I heard you were coming down!” He rocked his chair forward and leaped up to embrace Stokely. They pounded each other’s backs sufficiently hard to fracture a normal man’s spine.
“Froggy! Yeah, the Frogman his own self! Shit! I’ve missed your sorry pencil-dick numbnuts ass,” Stoke said, holding him by the shoulders and looking down at him. The man was barely five feet tall and almost that wide. “You still smoking them damn lung darts? What’d I tell you ’bout that?”
“I take it you two know each other,” Hawke said, a little impatiently. The clock, after all, was ticking.
“Stokely Jones is ze meanest woman I ever served under,
monsieur,”
Froggy said, sticking out his hand to Hawke.
“Comment ça va, monsieur?
I am ze famous Froggy.”
“Alex Hawke, Froggy,” Hawke said, shaking his hand. “Pleasure.”
“Frogman was in the C.R.A.P. division,” Stoke said. “French Foreign Legion. One of the few French units to serve in the Gulf War.”
“Crap?” Hawke asked, waiting impatiently for the joke.

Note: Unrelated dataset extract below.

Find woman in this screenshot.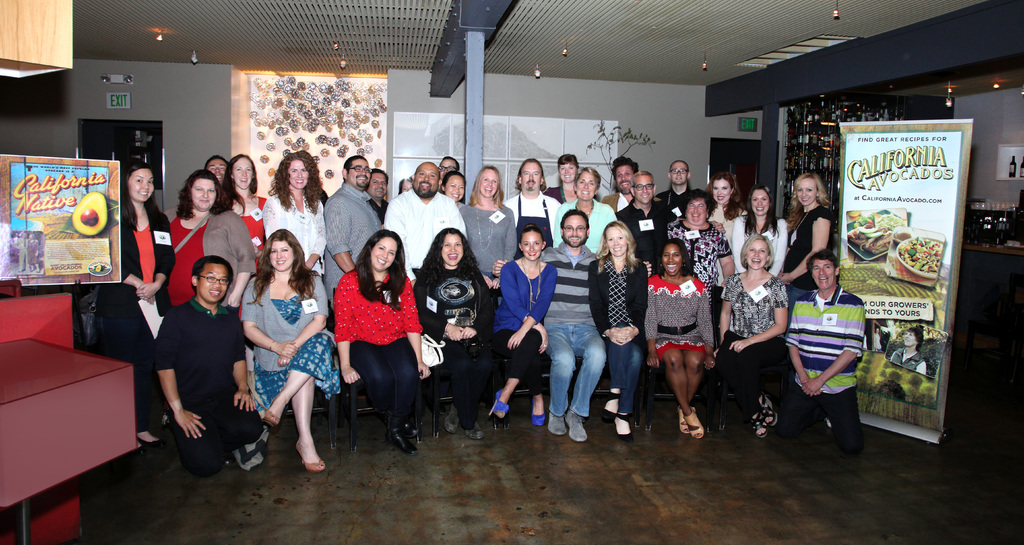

“Oui, monsieur! Commandos de Recherché et d’Action en Profondeur!
Ze best!” Froggy said, puffing out his chest and saluting.
“Splendid,” Hawke said, looking at his watch. “I think we’re expected.”
“Oui-oui, c’est vrai,”
Froggy said, opening the door. “It’s true. Let me tell zem you are arrived.” He stuck a silver bosun’s whistle in his mouth and piped them aboard as they entered the room.